Abby Norman’s compellingly crafted memoir joins the canon of growing – and valuable –  literature exploring the human experience of physical and mental pain and illness, but it’s so much more too: it’s a cri de coeur against an ongoing legacy of a patriarchal medical system that has long ignored, minimised, or even insulted women’s narratives of their bodies and their desire for professional help when their minds or bodies desperately need it. Early on, she sets out her well-researched theme: ‘If women have become synonymous with hysteria, malingering, and hypocondria in a clinical setting, then it  has far less to do with the natural inclinications of women and behaviour than it does the history of medicine.’

But alongside a polemic that needs as much oxygen as possible, Ask Me About My Uterus is also a harrowing memoir about a chaotic and traumatic childhood, disrupted and disturbed by a mother’s severe mental and physical illness, and a father who seems to be psychologically absent alongside it. Her razor-sharp mind clearly helped her to escape her dysfunctional family, but also to become the accomplished writer that produced this book, alongside other great journalism.

Norman charts the beginnings of her state of pain to the age of nineteen, at a time of great promise. Having legally emancipated herself from her non-parenting parents three years previously, and scored a scholarship to a well-respected University, her future – at long last – looked rosy. But a searingly painful experience one early morning in the shower as a Freshman is her marker for the beginnings of a decade of chronic pain, and a chronic despair at not being able to make adequate and swift sense of its cause. She is still managing her pain today, and her epilogue conveys the extent to which she has come to terms with a writing life built around her exhausted and agonised body.

Endometriosis emerges as one explanation for her debilitating episodes – although her appendix, and possible/probable neurological problems are clear contributors too. Endometriosis is a chronic condition where tissues similar to the womb lining grows elsewhere (although her ruthless research unearths cases of men with the condition too). The tissues inflames and causes intense pain and other associated problems – such as painful sex, urinary and gastric problems. It is thought to affect up to 10 per cent of women, many of whom spend years seeking treatment – which may end up being removal of the womb, ovaries and fallopian tubes – as Lena Dunham spoke of last year.

Norman prises open a little understood condition, alongside beautifully crafted descriptions of existential anguish, and memories of a childhood of great deprivation. Yet her stoicism means there isn’t a note of mawkishness, and she consistently honours the nourishing relationships she rightfully -earned. For British readers, her story is a salutary reminder of how fortunate we are to have free NHS medical care – however much we may rail against it.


Work required:
Each entry needs to be reproduced verbatim.
Start of Source data
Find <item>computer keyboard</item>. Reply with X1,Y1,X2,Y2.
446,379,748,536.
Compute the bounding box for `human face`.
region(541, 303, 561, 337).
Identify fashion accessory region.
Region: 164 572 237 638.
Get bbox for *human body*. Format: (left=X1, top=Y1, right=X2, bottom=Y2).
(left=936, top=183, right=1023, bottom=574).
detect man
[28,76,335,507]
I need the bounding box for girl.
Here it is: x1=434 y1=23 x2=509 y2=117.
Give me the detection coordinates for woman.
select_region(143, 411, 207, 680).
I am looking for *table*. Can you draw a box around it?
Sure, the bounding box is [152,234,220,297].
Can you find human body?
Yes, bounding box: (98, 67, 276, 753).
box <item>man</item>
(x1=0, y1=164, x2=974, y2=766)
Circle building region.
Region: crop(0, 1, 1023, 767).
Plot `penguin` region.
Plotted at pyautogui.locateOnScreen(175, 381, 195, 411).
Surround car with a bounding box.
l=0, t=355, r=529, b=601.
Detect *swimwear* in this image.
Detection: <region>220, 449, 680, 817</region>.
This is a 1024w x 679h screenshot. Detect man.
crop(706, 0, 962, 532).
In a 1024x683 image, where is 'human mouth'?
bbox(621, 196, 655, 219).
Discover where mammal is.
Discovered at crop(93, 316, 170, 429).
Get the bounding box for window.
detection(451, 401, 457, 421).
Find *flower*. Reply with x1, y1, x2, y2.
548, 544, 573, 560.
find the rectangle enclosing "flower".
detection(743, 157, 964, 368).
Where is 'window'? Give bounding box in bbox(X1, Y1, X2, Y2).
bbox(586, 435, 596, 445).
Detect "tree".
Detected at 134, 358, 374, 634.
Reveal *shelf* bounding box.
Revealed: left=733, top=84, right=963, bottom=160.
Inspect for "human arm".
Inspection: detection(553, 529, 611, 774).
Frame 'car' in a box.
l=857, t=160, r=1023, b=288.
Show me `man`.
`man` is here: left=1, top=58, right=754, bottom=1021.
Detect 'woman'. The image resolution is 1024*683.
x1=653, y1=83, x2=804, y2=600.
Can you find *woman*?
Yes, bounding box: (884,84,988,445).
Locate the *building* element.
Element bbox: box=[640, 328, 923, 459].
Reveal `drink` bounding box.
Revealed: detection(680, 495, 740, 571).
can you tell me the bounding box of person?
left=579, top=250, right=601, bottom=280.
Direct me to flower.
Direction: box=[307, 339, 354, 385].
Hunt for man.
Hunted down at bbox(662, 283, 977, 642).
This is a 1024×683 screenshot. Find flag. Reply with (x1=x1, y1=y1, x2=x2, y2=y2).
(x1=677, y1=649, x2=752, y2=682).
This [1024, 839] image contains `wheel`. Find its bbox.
End of Source data
Result:
Find <item>computer keyboard</item>. Reply with X1,Y1,X2,Y2.
446,379,748,536.
Compute the bounding box for `human face`.
region(541, 303, 561, 337).
Identify fashion accessory region.
Region: 164 572 237 638.
Get bbox for *human body*. Format: (left=X1, top=Y1, right=X2, bottom=Y2).
(left=936, top=183, right=1023, bottom=574).
detect man
[28,76,335,507]
I need the bounding box for girl.
Here it is: x1=434 y1=23 x2=509 y2=117.
Give me the detection coordinates for woman.
select_region(143, 411, 207, 680).
I am looking for *table*. Can you draw a box around it?
Sure, the bounding box is [152,234,220,297].
Can you find human body?
Yes, bounding box: (98, 67, 276, 753).
box <item>man</item>
(x1=0, y1=164, x2=974, y2=766)
Circle building region.
Region: crop(0, 1, 1023, 767).
Plot `penguin` region.
Plotted at pyautogui.locateOnScreen(175, 381, 195, 411).
Surround car with a bounding box.
l=0, t=355, r=529, b=601.
Detect *swimwear* in this image.
Detection: <region>220, 449, 680, 817</region>.
This is a 1024w x 679h screenshot. Detect man.
crop(706, 0, 962, 532).
In a 1024x683 image, where is 'human mouth'?
bbox(621, 196, 655, 219).
Discover where mammal is.
Discovered at crop(93, 316, 170, 429).
Get the bounding box for window.
detection(451, 401, 457, 421).
Find *flower*. Reply with x1, y1, x2, y2.
548, 544, 573, 560.
find the rectangle enclosing "flower".
detection(743, 157, 964, 368).
Where is 'window'? Give bounding box in bbox(X1, Y1, X2, Y2).
bbox(586, 435, 596, 445).
Detect "tree".
Detected at 134, 358, 374, 634.
Reveal *shelf* bounding box.
Revealed: left=733, top=84, right=963, bottom=160.
Inspect for "human arm".
Inspection: detection(553, 529, 611, 774).
Frame 'car' in a box.
l=857, t=160, r=1023, b=288.
Show me `man`.
`man` is here: left=1, top=58, right=754, bottom=1021.
Detect 'woman'. The image resolution is 1024*683.
x1=653, y1=83, x2=804, y2=600.
Can you find *woman*?
Yes, bounding box: (884,84,988,445).
Locate the *building* element.
Element bbox: box=[640, 328, 923, 459].
Reveal `drink` bounding box.
Revealed: detection(680, 495, 740, 571).
can you tell me the bounding box of person?
left=579, top=250, right=601, bottom=280.
Direct me to flower.
Direction: box=[307, 339, 354, 385].
Hunt for man.
Hunted down at bbox(662, 283, 977, 642).
This is a 1024×683 screenshot. Find flag. Reply with (x1=x1, y1=y1, x2=x2, y2=y2).
(x1=677, y1=649, x2=752, y2=682).
This [1024, 839] image contains `wheel`. Find its bbox.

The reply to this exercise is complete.